Custom XKB Options with Gnome

As I’ve explained before, I use a keyboard without media keys, so I rebind three otherwise-unused keys to act as my media keys. I accomplish this on Gnome by using a custom XKB option that I created. I have to do this because the Gnome keyboard settings binder ignores the keys I want to bind for this particular purpose. I used to enable this XKB option by simply running a script at startup that enabled it, but I noticed that it was subject to either a race condition or a precedence issue. I’m more convinced it was the latter, as if the option that I enabled was overridden by Gnome’s own initialization of XKB. This suspicion seems to be confirmed by the Arch wiki page on keyboard configuration:

This article describes low-level configuration using XKB which is effective in most cases, but some desktop environments like GNOME override it with its own settings.

Arch Wiki

As a result, I decided to look for a way to have my solution work alongside Gnome’s initialization of XKB. There was very little information on Gnome’s interaction with XKB short of reading Gnome’s source, but after searching around for a long time, I found that there is indeed a dconf option hidden away at /org/gnome/desktop/input-sources/xkb-options. Before I could use this though, I had to make my XKB option available system-wide.

First the symbol file has to be placed in the symbols directory /usr/share/X11/xkb/symbols. This file simply binds the keys I want to use to the XF86 designated media keys. This way the Gnome binder will pick them up without complaining when I bind them to the volume keys, since it otherwise seems to prevent the binding of these very keys as they are. In other words, with this symbol file, RCTRL will be interpreted by the system as if I had pressed XF86AudioRaiseVolume, which is what an actual volume-up media key would yield:

partial hidden modifier_keys
xkb_symbols "bottom_right" {
  key <RCTL> { [ XF86AudioRaiseVolume ] };
  key <MENU> { [ XF86AudioLowerVolume ] };
  key <RWIN> { [ XF86AudioMute ] };
};

Now an option has to be created for this symbol file and then listed in the system-wide options list for the rule set you’re using, in my case evdev, at /usr/share/X11/xkb/rules/evdev. Here, volume_keys corresponds to the filename of the symbol file, and bottom_right is the name I gave the group:

volume_keys:bottom_right = +volume_keys(bottom_right)

Now the option can be referenced system-wide, so it can be entered into the the Gnome XKB options dconf key at /org/gnome/desktop/input-sources/xkb-options. Put it inside the list as 'volume_keys:bottom_right', for example mine is set to:

['volume_keys:bottom_right', 'compose:ralt']

You can now go ahead and bind the appropriate keys to volume functions inside Gnome Setting’s keyboard section.

Given that it’s tucked away deep inside dconf, and given Gnome developers’ track record of pruning “cruft” or anything that the lowest common denominator user doesn’t use, the future availability of this option is in question. That said, it currently works perfectly fine.

Update: On archlinux, pacman -Qo shows that the evdev file is owned by the xkeyboard-config package. Whenever this package is updated, it overwrites this file, necessitating the change to be added once again. I’ll have to look into a more resilient way to have this setup.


» **Activity**
Every record below is to be retyped exactly, with any pictures left out.

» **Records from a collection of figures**

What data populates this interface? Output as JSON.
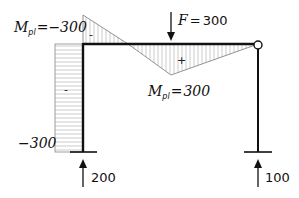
{
  "diagram": {
    "type": "frame-bending-moment",
    "load": {
      "symbol": "F",
      "equals": "=",
      "value": "300"
    },
    "moment_left": {
      "symbol": "M",
      "subscript": "pl",
      "equals": "=",
      "value": "−300"
    },
    "moment_mid": {
      "symbol": "M",
      "subscript": "pl",
      "equals": "=",
      "value": "300"
    },
    "column_moment_label": "−300",
    "signs": {
      "left_triangle": "-",
      "beam_positive": "+",
      "column": "-"
    },
    "reactions": {
      "left": "200",
      "right": "100"
    },
    "colors": {
      "structure": "#111111",
      "hatch": "#9a9a9a"
    }
  }
}
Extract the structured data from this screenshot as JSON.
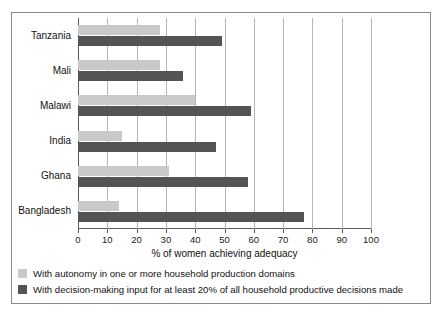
{
  "chart_data": {
    "type": "bar",
    "orientation": "horizontal",
    "title": "",
    "xlabel": "% of women achieving adequacy",
    "ylabel": "",
    "xlim": [
      0,
      100
    ],
    "xticks": [
      0,
      10,
      20,
      30,
      40,
      50,
      60,
      70,
      80,
      90,
      100
    ],
    "grid": "vertical",
    "legend_position": "below-plot",
    "categories": [
      "Tanzania",
      "Mali",
      "Malawi",
      "India",
      "Ghana",
      "Bangladesh"
    ],
    "series": [
      {
        "name": "With autonomy in one or more household production domains",
        "color": "#c9c9c9",
        "values": [
          28,
          28,
          40,
          15,
          31,
          14
        ]
      },
      {
        "name": "With decision-making input for at least 20% of all household productive decisions made",
        "color": "#545454",
        "values": [
          49,
          36,
          59,
          47,
          58,
          77
        ]
      }
    ]
  },
  "axis": {
    "x_title": "% of women achieving adequacy",
    "tick_labels": [
      "0",
      "10",
      "20",
      "30",
      "40",
      "50",
      "60",
      "70",
      "80",
      "90",
      "100"
    ]
  },
  "categories": [
    {
      "label": "Tanzania"
    },
    {
      "label": "Mali"
    },
    {
      "label": "Malawi"
    },
    {
      "label": "India"
    },
    {
      "label": "Ghana"
    },
    {
      "label": "Bangladesh"
    }
  ],
  "legend": {
    "items": [
      {
        "label": "With autonomy in one or more household production domains",
        "color": "#c9c9c9"
      },
      {
        "label": "With decision-making input for at least 20% of all household productive decisions made",
        "color": "#545454"
      }
    ]
  }
}
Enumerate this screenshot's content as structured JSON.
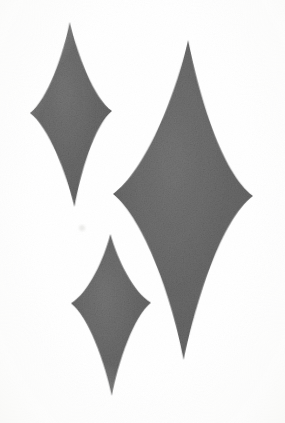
{
  "image": {
    "title": "Four-pointed sparkle stars",
    "width": 285,
    "height": 423,
    "background_color": "#ffffff",
    "paper_tone": "#fbfbfa",
    "medium": "scanned print halftone"
  },
  "palette": {
    "star_fill": "#6b6b6b",
    "star_fill_light": "#787878",
    "star_fill_dark": "#606060",
    "edge_soft": "#8a8a8a",
    "background": "#ffffff",
    "artifact": "#e8e8e6"
  },
  "shapes": [
    {
      "name": "star-top-left",
      "label": "Top-left sparkle",
      "center_x": 72,
      "center_y": 112,
      "top_tip_y": 22,
      "bottom_tip_y": 207,
      "left_tip_x": 30,
      "right_tip_x": 112,
      "half_width": 41,
      "upper_height": 90,
      "lower_height": 95,
      "waist_x": 0.3,
      "waist_y": 0.26,
      "rotation_deg": -1.5,
      "fill": "#6b6b6b"
    },
    {
      "name": "star-large-right",
      "label": "Large right sparkle",
      "center_x": 186,
      "center_y": 195,
      "top_tip_y": 40,
      "bottom_tip_y": 360,
      "left_tip_x": 113,
      "right_tip_x": 253,
      "half_width": 70,
      "upper_height": 155,
      "lower_height": 165,
      "waist_x": 0.31,
      "waist_y": 0.27,
      "rotation_deg": 0.8,
      "fill": "#6b6b6b"
    },
    {
      "name": "star-bottom-left",
      "label": "Bottom-left sparkle",
      "center_x": 111,
      "center_y": 303,
      "top_tip_y": 234,
      "bottom_tip_y": 396,
      "left_tip_x": 71,
      "right_tip_x": 151,
      "half_width": 40,
      "upper_height": 69,
      "lower_height": 93,
      "waist_x": 0.3,
      "waist_y": 0.27,
      "rotation_deg": -0.5,
      "fill": "#6b6b6b"
    }
  ],
  "artifacts": [
    {
      "name": "scan-speck",
      "x": 82,
      "y": 228,
      "radius": 3,
      "color": "#ededeb"
    }
  ]
}
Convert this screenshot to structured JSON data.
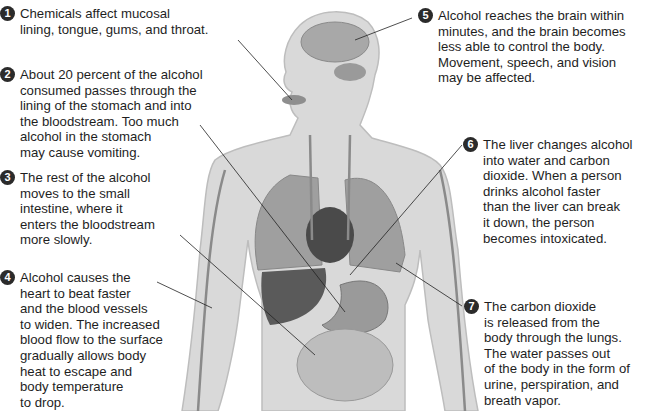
{
  "diagram": {
    "figure_labels": [
      "head-brain",
      "mouth",
      "lungs",
      "heart",
      "liver",
      "stomach",
      "small-intestine",
      "blood-vessels",
      "arm"
    ],
    "callouts": [
      {
        "number": "1",
        "text": "Chemicals affect mucosal\nlining, tongue, gums, and throat."
      },
      {
        "number": "2",
        "text": "About 20 percent of the alcohol\nconsumed passes through the\nlining of the stomach and into\nthe bloodstream. Too much\nalcohol in the stomach\nmay cause vomiting."
      },
      {
        "number": "3",
        "text": "The rest of the alcohol\nmoves to the small\nintestine, where it\nenters the bloodstream\nmore slowly."
      },
      {
        "number": "4",
        "text": "Alcohol causes the\nheart to beat faster\nand the blood vessels\nto widen. The increased\nblood flow to the surface\ngradually allows body\nheat to escape and\nbody temperature\nto drop."
      },
      {
        "number": "5",
        "text": "Alcohol reaches the brain within\nminutes, and the brain becomes\nless able to control the body.\nMovement, speech, and vision\nmay be affected."
      },
      {
        "number": "6",
        "text": "The liver changes alcohol\ninto water and carbon\ndioxide. When a person\ndrinks alcohol faster\nthan the liver can break\nit down, the person\nbecomes intoxicated."
      },
      {
        "number": "7",
        "text": "The carbon dioxide\nis released from the\nbody through the lungs.\nThe water passes out\nof the body in the form of\nurine, perspiration, and\nbreath vapor."
      }
    ]
  }
}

» **Reply to the task**
What data populates this interface? Output as JSON.
{
  "diagram": {
    "type": "frame-bending-moment",
    "load": {
      "symbol": "F",
      "equals": "=",
      "value": "300"
    },
    "moment_left": {
      "symbol": "M",
      "subscript": "pl",
      "equals": "=",
      "value": "−300"
    },
    "moment_mid": {
      "symbol": "M",
      "subscript": "pl",
      "equals": "=",
      "value": "300"
    },
    "column_moment_label": "−300",
    "signs": {
      "left_triangle": "-",
      "beam_positive": "+",
      "column": "-"
    },
    "reactions": {
      "left": "200",
      "right": "100"
    },
    "colors": {
      "structure": "#111111",
      "hatch": "#9a9a9a"
    }
  }
}
Extract the structured data from this screenshot as JSON.
{
  "chart_data": {
    "type": "bar",
    "orientation": "horizontal",
    "title": "",
    "xlabel": "% of women achieving adequacy",
    "ylabel": "",
    "xlim": [
      0,
      100
    ],
    "xticks": [
      0,
      10,
      20,
      30,
      40,
      50,
      60,
      70,
      80,
      90,
      100
    ],
    "grid": "vertical",
    "legend_position": "below-plot",
    "categories": [
      "Tanzania",
      "Mali",
      "Malawi",
      "India",
      "Ghana",
      "Bangladesh"
    ],
    "series": [
      {
        "name": "With autonomy in one or more household production domains",
        "color": "#c9c9c9",
        "values": [
          28,
          28,
          40,
          15,
          31,
          14
        ]
      },
      {
        "name": "With decision-making input for at least 20% of all household productive decisions made",
        "color": "#545454",
        "values": [
          49,
          36,
          59,
          47,
          58,
          77
        ]
      }
    ]
  },
  "axis": {
    "x_title": "% of women achieving adequacy",
    "tick_labels": [
      "0",
      "10",
      "20",
      "30",
      "40",
      "50",
      "60",
      "70",
      "80",
      "90",
      "100"
    ]
  },
  "categories": [
    {
      "label": "Tanzania"
    },
    {
      "label": "Mali"
    },
    {
      "label": "Malawi"
    },
    {
      "label": "India"
    },
    {
      "label": "Ghana"
    },
    {
      "label": "Bangladesh"
    }
  ],
  "legend": {
    "items": [
      {
        "label": "With autonomy in one or more household production domains",
        "color": "#c9c9c9"
      },
      {
        "label": "With decision-making input for at least 20% of all household productive decisions made",
        "color": "#545454"
      }
    ]
  }
}
Enumerate this screenshot's content as structured JSON.
{
  "image": {
    "title": "Four-pointed sparkle stars",
    "width": 285,
    "height": 423,
    "background_color": "#ffffff",
    "paper_tone": "#fbfbfa",
    "medium": "scanned print halftone"
  },
  "palette": {
    "star_fill": "#6b6b6b",
    "star_fill_light": "#787878",
    "star_fill_dark": "#606060",
    "edge_soft": "#8a8a8a",
    "background": "#ffffff",
    "artifact": "#e8e8e6"
  },
  "shapes": [
    {
      "name": "star-top-left",
      "label": "Top-left sparkle",
      "center_x": 72,
      "center_y": 112,
      "top_tip_y": 22,
      "bottom_tip_y": 207,
      "left_tip_x": 30,
      "right_tip_x": 112,
      "half_width": 41,
      "upper_height": 90,
      "lower_height": 95,
      "waist_x": 0.3,
      "waist_y": 0.26,
      "rotation_deg": -1.5,
      "fill": "#6b6b6b"
    },
    {
      "name": "star-large-right",
      "label": "Large right sparkle",
      "center_x": 186,
      "center_y": 195,
      "top_tip_y": 40,
      "bottom_tip_y": 360,
      "left_tip_x": 113,
      "right_tip_x": 253,
      "half_width": 70,
      "upper_height": 155,
      "lower_height": 165,
      "waist_x": 0.31,
      "waist_y": 0.27,
      "rotation_deg": 0.8,
      "fill": "#6b6b6b"
    },
    {
      "name": "star-bottom-left",
      "label": "Bottom-left sparkle",
      "center_x": 111,
      "center_y": 303,
      "top_tip_y": 234,
      "bottom_tip_y": 396,
      "left_tip_x": 71,
      "right_tip_x": 151,
      "half_width": 40,
      "upper_height": 69,
      "lower_height": 93,
      "waist_x": 0.3,
      "waist_y": 0.27,
      "rotation_deg": -0.5,
      "fill": "#6b6b6b"
    }
  ],
  "artifacts": [
    {
      "name": "scan-speck",
      "x": 82,
      "y": 228,
      "radius": 3,
      "color": "#ededeb"
    }
  ]
}
Convert this screenshot to structured JSON data.
{
  "diagram": {
    "figure_labels": [
      "head-brain",
      "mouth",
      "lungs",
      "heart",
      "liver",
      "stomach",
      "small-intestine",
      "blood-vessels",
      "arm"
    ],
    "callouts": [
      {
        "number": "1",
        "text": "Chemicals affect mucosal\nlining, tongue, gums, and throat."
      },
      {
        "number": "2",
        "text": "About 20 percent of the alcohol\nconsumed passes through the\nlining of the stomach and into\nthe bloodstream. Too much\nalcohol in the stomach\nmay cause vomiting."
      },
      {
        "number": "3",
        "text": "The rest of the alcohol\nmoves to the small\nintestine, where it\nenters the bloodstream\nmore slowly."
      },
      {
        "number": "4",
        "text": "Alcohol causes the\nheart to beat faster\nand the blood vessels\nto widen. The increased\nblood flow to the surface\ngradually allows body\nheat to escape and\nbody temperature\nto drop."
      },
      {
        "number": "5",
        "text": "Alcohol reaches the brain within\nminutes, and the brain becomes\nless able to control the body.\nMovement, speech, and vision\nmay be affected."
      },
      {
        "number": "6",
        "text": "The liver changes alcohol\ninto water and carbon\ndioxide. When a person\ndrinks alcohol faster\nthan the liver can break\nit down, the person\nbecomes intoxicated."
      },
      {
        "number": "7",
        "text": "The carbon dioxide\nis released from the\nbody through the lungs.\nThe water passes out\nof the body in the form of\nurine, perspiration, and\nbreath vapor."
      }
    ]
  }
}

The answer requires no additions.